The left and right don't understand each other's conceptions of morality, and don't even try to do so. This is the message I take from last night's row about Laurie Penny's reaction to the vandalism of a war memorial.
Laurie said:
What's disgusting is that some people are more worried about a war memorial than the destruction of the welfare state.
"Destruction" isn't entirely hyperbole. The Tories' proposed £12bn cut in welfare spending is equivalent to £45 per week per working age benefit recipient. That would impose horrible hardship upon many.
Instead, Laurie's mistake consists in doing exactly what Jonathan Haidt in The Righteous Mind accused the left of: she's seeing morality as comprising just one idea whereas the right sees others.
Haidt and his colleagues claim that there are (at least) five foundations of morality: care/harm, fairness/cheating, loyalty/betrayal, authority/subversion and sanctity/degradation. The left, he says, stresses the first two of these but underweights the last three.
And this is just what Laurie was doing. She was emphasizing the care principle, whilst being blind to the sanctity principle - to the idea that we believe that some things, such as vandalizing war memorials, are wrong because they break taboos even if they don't do material harm to anyone.
Now, there is, of course, a ton of hypocrisy surrounding ideas of sanctity. Many of those on the right who were outraged by the vandalism tell Muslims to tolerate cartoons of Mohammed and mock the left's preoccupation with political correctness and "safe spaces." And the left is sometimes deliberately transgressive of some norms whilst outraged by others: compare reactions to Richard Dawkins and Katie Hopkins. What's sacred and taboo to some is just nonsense to others.
Which brings me to the problem. Far too many - on left and right - are so wrapped up in their own narcissism and so quick to condemn others that they fail to understand (or even try to) where others are coming from: the virtue of Haidt's framework is that it facilitates such understanding.
What's being lost in all this is Mill's classical liberal idea - that there is a strong case for cognitive diversity. For me, Laurie's voice is a welcome contributor to this diversity. If the herdthink that rushes to condemn leads to her being more inhibited, something valuable will be lost.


# [EXERCISE PROMPT]
Work out how many lines of the listing hold "this", then state only that count.

━━━━━ DATA FOR ANALYSIS

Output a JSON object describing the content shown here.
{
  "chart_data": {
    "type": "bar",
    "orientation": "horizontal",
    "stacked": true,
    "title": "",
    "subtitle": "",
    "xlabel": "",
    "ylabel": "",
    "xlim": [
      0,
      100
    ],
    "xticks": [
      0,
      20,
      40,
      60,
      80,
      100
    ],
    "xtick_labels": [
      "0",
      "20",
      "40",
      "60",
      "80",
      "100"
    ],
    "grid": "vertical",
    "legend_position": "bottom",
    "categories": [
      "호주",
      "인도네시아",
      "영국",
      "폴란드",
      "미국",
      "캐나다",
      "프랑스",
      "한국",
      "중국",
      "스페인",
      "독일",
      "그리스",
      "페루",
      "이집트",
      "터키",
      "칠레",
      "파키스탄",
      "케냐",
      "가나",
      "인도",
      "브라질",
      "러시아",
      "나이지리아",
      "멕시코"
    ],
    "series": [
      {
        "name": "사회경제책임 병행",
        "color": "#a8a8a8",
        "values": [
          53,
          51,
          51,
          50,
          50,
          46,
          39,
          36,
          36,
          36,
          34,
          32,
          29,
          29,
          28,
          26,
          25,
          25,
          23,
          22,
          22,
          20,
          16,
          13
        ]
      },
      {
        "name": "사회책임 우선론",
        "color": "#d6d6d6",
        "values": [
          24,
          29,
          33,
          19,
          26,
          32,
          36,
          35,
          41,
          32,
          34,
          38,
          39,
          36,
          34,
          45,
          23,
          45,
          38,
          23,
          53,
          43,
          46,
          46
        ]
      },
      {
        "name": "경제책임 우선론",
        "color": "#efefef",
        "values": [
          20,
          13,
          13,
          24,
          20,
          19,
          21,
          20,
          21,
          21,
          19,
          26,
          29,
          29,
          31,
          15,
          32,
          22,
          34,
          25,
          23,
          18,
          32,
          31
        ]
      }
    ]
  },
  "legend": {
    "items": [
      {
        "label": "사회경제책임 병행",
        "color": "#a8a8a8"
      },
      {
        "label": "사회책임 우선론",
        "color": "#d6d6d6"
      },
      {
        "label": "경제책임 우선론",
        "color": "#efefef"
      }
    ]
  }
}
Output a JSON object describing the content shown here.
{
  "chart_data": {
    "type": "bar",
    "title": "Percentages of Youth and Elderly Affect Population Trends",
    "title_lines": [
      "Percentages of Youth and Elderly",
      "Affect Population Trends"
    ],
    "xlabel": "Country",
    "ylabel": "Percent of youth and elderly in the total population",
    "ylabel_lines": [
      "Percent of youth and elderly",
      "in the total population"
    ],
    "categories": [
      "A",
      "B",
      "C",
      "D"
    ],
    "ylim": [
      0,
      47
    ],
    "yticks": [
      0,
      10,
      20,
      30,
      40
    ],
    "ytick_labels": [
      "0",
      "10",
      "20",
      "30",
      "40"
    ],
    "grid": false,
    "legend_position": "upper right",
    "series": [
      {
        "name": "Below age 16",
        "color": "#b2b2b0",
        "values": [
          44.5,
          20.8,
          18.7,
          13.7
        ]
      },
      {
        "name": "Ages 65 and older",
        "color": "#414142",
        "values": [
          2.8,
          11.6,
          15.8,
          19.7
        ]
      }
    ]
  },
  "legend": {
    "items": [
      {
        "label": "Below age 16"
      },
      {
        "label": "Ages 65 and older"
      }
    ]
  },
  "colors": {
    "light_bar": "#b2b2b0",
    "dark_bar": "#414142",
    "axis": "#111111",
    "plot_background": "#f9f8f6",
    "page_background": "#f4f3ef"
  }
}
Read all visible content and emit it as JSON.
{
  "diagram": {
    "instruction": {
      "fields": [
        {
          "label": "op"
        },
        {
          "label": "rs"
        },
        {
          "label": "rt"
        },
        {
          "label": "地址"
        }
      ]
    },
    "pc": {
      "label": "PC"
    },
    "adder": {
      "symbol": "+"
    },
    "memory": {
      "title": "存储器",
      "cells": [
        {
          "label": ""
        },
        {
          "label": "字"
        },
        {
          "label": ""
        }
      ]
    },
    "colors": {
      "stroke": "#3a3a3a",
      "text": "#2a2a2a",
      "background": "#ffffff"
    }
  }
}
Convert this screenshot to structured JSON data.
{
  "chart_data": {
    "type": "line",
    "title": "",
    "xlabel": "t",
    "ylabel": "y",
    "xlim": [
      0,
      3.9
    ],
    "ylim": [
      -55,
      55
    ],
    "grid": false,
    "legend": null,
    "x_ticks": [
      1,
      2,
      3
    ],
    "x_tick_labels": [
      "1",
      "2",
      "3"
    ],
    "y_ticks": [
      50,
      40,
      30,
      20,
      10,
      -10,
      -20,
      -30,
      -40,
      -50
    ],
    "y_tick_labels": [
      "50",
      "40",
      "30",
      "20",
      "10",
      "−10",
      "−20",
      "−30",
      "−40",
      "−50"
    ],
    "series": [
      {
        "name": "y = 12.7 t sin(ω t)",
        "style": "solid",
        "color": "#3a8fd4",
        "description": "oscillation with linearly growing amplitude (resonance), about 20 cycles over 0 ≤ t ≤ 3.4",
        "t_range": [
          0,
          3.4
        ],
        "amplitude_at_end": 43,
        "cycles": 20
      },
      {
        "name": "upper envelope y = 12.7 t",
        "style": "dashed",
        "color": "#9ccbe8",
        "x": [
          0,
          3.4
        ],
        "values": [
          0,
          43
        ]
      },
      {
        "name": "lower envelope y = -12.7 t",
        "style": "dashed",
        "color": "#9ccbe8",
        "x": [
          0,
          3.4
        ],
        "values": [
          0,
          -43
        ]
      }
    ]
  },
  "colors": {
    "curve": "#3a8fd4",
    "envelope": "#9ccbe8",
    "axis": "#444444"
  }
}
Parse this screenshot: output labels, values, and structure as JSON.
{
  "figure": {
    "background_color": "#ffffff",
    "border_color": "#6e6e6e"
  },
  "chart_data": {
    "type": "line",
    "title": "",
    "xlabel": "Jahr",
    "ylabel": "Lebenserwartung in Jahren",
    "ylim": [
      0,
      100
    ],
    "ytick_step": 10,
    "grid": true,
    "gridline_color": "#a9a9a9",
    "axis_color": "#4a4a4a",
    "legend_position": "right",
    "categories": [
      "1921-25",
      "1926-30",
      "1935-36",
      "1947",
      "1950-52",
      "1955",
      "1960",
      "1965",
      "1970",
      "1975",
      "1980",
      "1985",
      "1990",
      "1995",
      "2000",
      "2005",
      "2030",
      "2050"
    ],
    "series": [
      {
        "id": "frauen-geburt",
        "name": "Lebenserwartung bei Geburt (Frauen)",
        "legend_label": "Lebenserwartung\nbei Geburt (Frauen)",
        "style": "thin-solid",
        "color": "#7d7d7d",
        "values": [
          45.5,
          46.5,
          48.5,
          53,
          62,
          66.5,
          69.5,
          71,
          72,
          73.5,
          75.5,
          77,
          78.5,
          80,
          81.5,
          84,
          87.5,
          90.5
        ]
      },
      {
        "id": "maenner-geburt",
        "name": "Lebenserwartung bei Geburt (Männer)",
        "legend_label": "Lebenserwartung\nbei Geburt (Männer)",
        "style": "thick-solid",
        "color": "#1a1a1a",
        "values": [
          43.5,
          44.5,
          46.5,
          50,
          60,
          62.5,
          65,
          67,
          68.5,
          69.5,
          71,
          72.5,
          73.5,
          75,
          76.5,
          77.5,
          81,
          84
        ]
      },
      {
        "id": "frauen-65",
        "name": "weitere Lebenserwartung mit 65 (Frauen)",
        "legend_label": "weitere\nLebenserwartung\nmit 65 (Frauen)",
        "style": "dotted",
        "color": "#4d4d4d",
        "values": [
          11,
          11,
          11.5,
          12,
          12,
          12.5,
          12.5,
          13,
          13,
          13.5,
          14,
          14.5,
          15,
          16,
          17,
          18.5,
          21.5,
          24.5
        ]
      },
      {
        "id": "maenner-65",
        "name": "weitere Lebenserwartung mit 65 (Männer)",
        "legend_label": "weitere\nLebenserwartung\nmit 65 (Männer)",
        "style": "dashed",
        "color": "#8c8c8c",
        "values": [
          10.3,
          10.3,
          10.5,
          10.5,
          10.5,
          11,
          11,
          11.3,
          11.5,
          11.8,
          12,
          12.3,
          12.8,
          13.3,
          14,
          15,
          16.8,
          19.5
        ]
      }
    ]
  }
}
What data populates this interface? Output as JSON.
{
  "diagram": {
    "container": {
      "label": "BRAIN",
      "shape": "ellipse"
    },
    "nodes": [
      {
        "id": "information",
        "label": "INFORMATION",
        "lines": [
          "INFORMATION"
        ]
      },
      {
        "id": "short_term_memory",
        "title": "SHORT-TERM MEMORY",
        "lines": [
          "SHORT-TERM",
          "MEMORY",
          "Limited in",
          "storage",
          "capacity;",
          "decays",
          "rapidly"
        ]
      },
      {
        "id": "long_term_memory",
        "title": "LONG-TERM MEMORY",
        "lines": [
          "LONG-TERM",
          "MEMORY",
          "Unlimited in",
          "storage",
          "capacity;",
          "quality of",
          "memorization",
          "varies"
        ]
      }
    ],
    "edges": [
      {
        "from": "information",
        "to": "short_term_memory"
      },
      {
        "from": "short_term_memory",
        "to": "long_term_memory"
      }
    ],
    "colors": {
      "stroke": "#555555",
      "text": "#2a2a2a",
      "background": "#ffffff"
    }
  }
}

━━━━━━━━━━

# [EXPECTED ANSWER]
3